The Indian in his native state is hospitable to a degree. The stranger who comes to his wigwam is given the best and choicest pieces of what his larder contains. The softest and best bed is made for him furtherest from the door. When he arrives no impertinent questions are asked as to his business, destination or his success in the hunt. Any such information that he thinks fit to impart is given voluntarily over a pipe of peace before rolling up in his robe or blanket.
It is not considered good form to ask questions, even a member of the family coming home at night is not asked as to what success he has had in the chase. His bundle or game bag is thrown inside the door and remains there until his mother has placed food before him. While partaking of this his mother (or wife if it happens to be the father) opens his bag and takes out, piece by piece, the contents. If he has killed a deer the head and heart only are brought to camp. If a bear, the four paws, if a moose, the tongue and muzzle.
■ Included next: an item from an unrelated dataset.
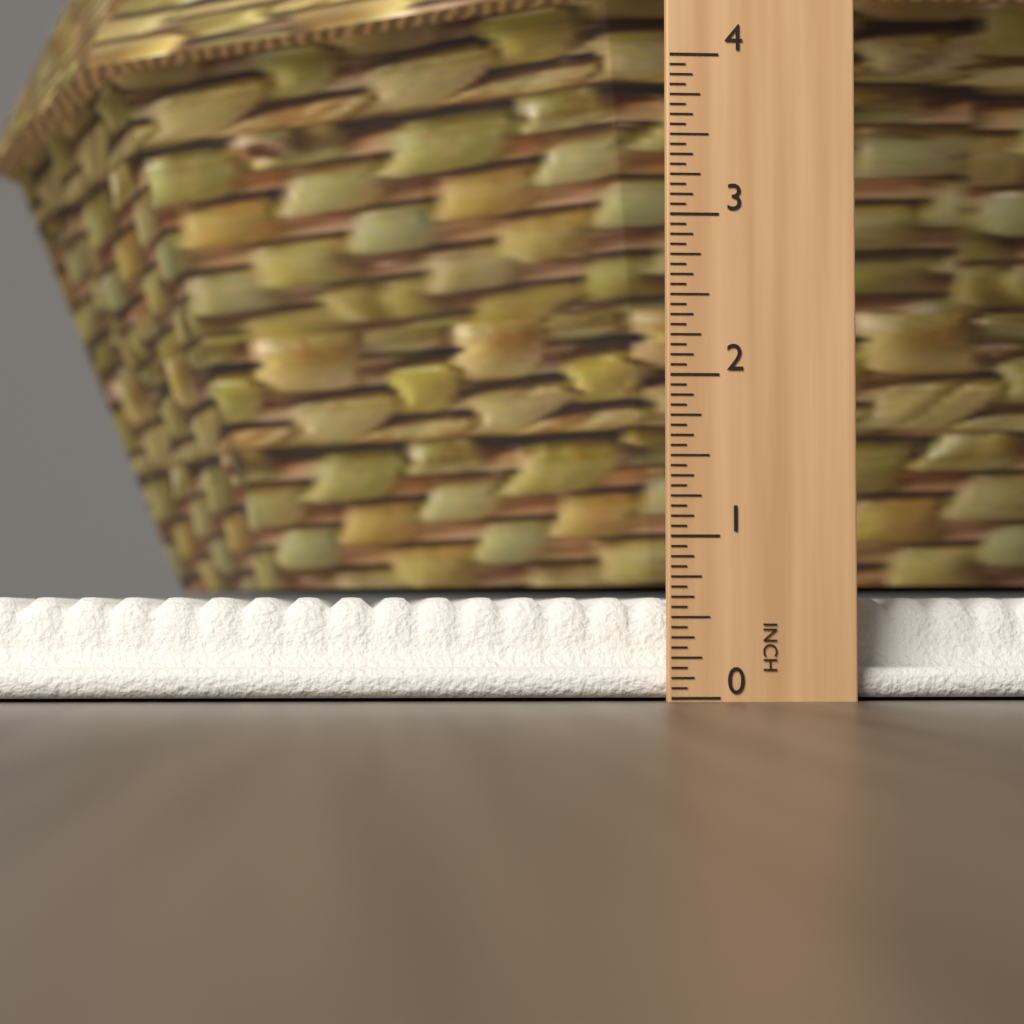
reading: 0.6250 in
The Indians are very superstitious as to how they treat the flesh and bones of the large game they kill. Beaver bones are never thrown to the dogs, but are carefully collected and sunk in the lake or river, thus returning them to the element from which they came. A bear killed by an Indian is always addressed as cousin and a harangue is given him by the hunter and his pardon asked for the necessity of taking his life. The bones, especially the skull, are hung up at the exact spot where he fell, journeys from camp often being taken with the express purpose of carrying out this sacred duty.
Deer and moose antlers and shoulder blades are generally found on stakes or dry knots of trees at the discharge of some big lake on main canoe route. There are certain parts of the flesh and insides of these animals that the women are never allowed to partake of, such as the head, heart and paws of the bear.
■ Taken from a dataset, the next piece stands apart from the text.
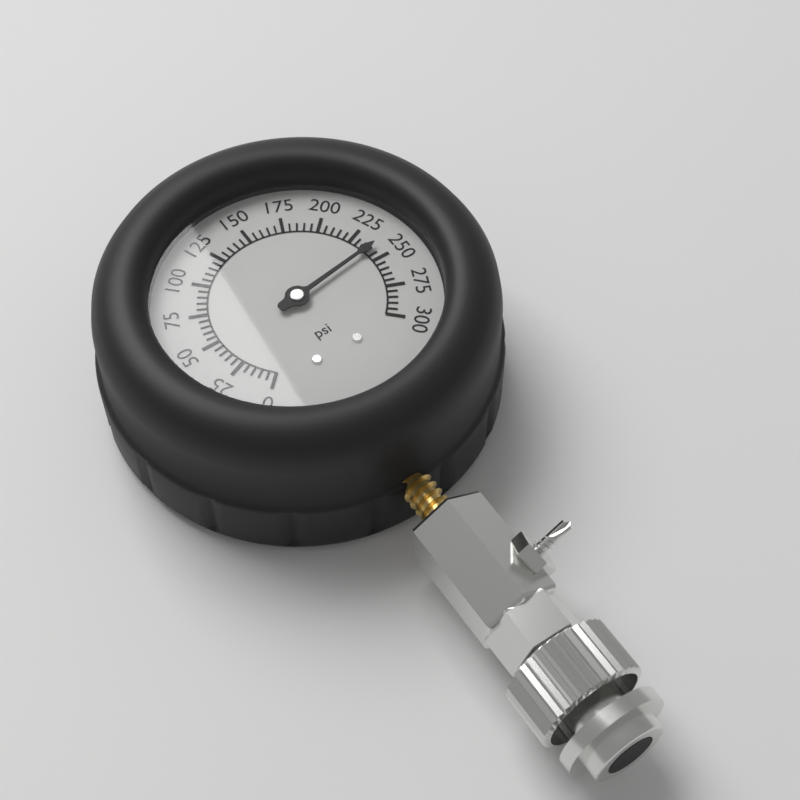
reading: 240 psi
Likewise it is infra dig. for a man to carry water to the camp, chop wood or dry his own moccasins. After the killing of big game it rests with the women and children to cut up the meat and toboggan it to camp. The man merely walking ahead to show the way and lolling about an open fire while the work of butchering and loading sled is going on.
Physique and Health. — Before the Indian came in close contact with the whites he lived on the produce of the country and remained close to nature. He was of a wirey and healthy stature and lived to a ripe old age. Now from their acquired taste of the white man's foods, love of liquor, insufficient clothing and early marriages, the "white plague" has taken firm hold in every band and a few decades will see very few of the Government wards to be cared for.
How few of the thousands of immigrants now flowing into the country pause to consider that once these beautiful lakes, rivers, prairies and mountains were the resort and homes of a race of God's primitive children. Their wants were supplied with a lavish generosity by a Great Spirit and pagans tho they were said to be they cast their eyes heavenwards and thanked that Great Spirit for blessings received. And the translation after death that they looked forward to, to the Happy Hunting Grounds, what are these but our God and our Heaven?
Poor, fast disappearing race! I have lived with them, hunted with them and walked the long trail and from my city home I often yearn for the old life in that North Country.